Right, it's Monday morning. You know, I used to spread drinking through the week, but lately I seem to get it all done in a few hours on Saturday evenings. Improved time management skills, I suppose.

I'd like to add a story-by-story review of this book which is easy because it only contains 4 stories.

The Last Apollo Mission: Lain parlays moon landing fraud theories and post-9/11 conspiracy paranoia into a story about a failed (or is she?) writer's intersection with a top-secret Kubrick project and the very bizarre aftermath. When you accept that everything's part of a conspiracy theory, what happens when conspiracies collide?

Resurfacing Billy: In a near-future where toxic waste is being dumped in public spaces and seeping out everywhere, a man tries to invent a miracle substance that will seal the garbage in for good. At the same time, the private franchise school he sends his son Billy to is attempting to find ways to curb Billy's supposedly anti-social streak, and is willing to use means that extend all the way up to lobotomy. Something about our increasingly counter-productive problem-solving strategies as a species, I think. The most emotionally poignant story in this set.

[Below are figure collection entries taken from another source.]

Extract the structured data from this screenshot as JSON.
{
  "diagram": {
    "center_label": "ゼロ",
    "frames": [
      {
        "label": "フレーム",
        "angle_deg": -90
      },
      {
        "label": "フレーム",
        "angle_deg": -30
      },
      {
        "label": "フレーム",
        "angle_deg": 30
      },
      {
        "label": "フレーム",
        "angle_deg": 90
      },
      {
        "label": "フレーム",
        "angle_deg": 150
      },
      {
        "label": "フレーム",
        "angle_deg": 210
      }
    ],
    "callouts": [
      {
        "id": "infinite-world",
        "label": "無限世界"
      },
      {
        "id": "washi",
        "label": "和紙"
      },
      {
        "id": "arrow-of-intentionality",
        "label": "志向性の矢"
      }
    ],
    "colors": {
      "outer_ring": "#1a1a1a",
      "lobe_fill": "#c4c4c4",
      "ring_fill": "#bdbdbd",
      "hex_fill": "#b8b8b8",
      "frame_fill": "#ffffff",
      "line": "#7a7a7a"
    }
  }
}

Alien Invasion/Coffee Cup Story: Dozens of SF fans love to hate this parody of the slice-of-life epiphany short story, spliced with an infuriatingly static alien invasion scenario. We expect too much from things, whether they're drunken conversations in bars or gleaming spacecraft hanging in the sky.

Chomsky And The Time Box: In a recent essay on Zizek, Lain says 'The only thing to expect from Zizek is that he challenges us to think and create new modes of Praxis. Not that we should stay at Zizek's level of political intervention, but rather that we should brutally test his ideas and criticize him so that we can discover to what degree the impossible is possible'. I think this story is of a piece with that sentiment, it's partly a commentary on our need to find gurus, using two such disparate figures as Chomsky and mushroom-mystic Terence McKenna to convey this point. It's also a hilarious, frustrating take on the history-changing time travel trope and there are one or two things here about our consumerist obsession with gadgets and gratification.

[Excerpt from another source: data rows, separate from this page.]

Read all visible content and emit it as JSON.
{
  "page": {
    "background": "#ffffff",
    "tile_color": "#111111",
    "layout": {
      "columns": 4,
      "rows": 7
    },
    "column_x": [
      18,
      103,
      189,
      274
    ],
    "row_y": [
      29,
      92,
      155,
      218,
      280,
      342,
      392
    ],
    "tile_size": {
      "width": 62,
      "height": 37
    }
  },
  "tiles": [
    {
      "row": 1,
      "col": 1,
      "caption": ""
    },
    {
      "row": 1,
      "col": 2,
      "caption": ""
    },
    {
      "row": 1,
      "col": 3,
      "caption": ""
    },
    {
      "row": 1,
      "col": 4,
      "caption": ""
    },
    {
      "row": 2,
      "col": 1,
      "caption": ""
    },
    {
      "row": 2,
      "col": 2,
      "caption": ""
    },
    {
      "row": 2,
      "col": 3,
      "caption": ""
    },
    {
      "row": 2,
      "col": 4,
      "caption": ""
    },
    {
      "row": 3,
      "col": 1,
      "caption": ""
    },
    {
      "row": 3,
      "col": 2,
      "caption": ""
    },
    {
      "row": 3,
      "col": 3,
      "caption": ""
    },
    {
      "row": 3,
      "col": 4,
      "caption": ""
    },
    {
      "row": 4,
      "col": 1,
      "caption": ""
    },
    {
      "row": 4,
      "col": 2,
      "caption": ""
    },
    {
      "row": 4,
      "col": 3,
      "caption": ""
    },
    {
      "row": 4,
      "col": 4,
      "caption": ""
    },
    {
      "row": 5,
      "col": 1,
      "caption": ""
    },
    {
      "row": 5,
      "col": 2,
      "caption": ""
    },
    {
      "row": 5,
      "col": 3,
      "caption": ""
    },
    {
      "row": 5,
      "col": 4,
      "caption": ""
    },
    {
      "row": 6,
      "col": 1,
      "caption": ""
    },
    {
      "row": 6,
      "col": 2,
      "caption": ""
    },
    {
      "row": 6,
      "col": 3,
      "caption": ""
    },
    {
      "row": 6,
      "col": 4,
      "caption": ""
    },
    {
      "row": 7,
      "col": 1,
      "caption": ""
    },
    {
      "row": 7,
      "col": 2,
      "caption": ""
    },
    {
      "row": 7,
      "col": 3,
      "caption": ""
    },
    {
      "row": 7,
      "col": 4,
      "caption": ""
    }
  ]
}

I may have made these stories seem like dry exercises in making points; in fact each of them has a richly textured narrative and is often downright hilarious. I'm a steadily-lapsing SF fan who finds that most current strands of the genre have very little to do with his own futuristic or literary interests. Lain is the rare writer who addresses my increasing need to read SF that engages with the currents that are really shaping our world in a mode that owes more to the 70s New Wave, for instance, than to Crichton-envy. Well done!
Profile Image for Mykle.
Author 14 books299 followers
Read
January 8, 2012
Two or three of these stories really haunted me, and I mean that in a good way. World-creation is the bailiwick of normal SF; these stories seem to be more about dream creation, philosophy creation, question creation. Solid, believable characters wrestle with absurd problems in all four stories. One guy needs to pave over an ocean of toxic waste, another is trying to maintain interest in a flying saucer invasion that the rest of the world is bored with. Time travel also disappoints, as does life on the moon. But all of the protagonists accept responsibility for making their worlds better, and the questions that come with that decision are the crux of the stories. FALL INTO TIME is not ultra-difficult reading, but it's tasty food for thought.
Profile Image for David Agranoff.
Author 31 books211 followers
October 5, 2013
Super excellent surreal sometimes funny, some times deep Sci-fi novellas. Great stuff full review coming.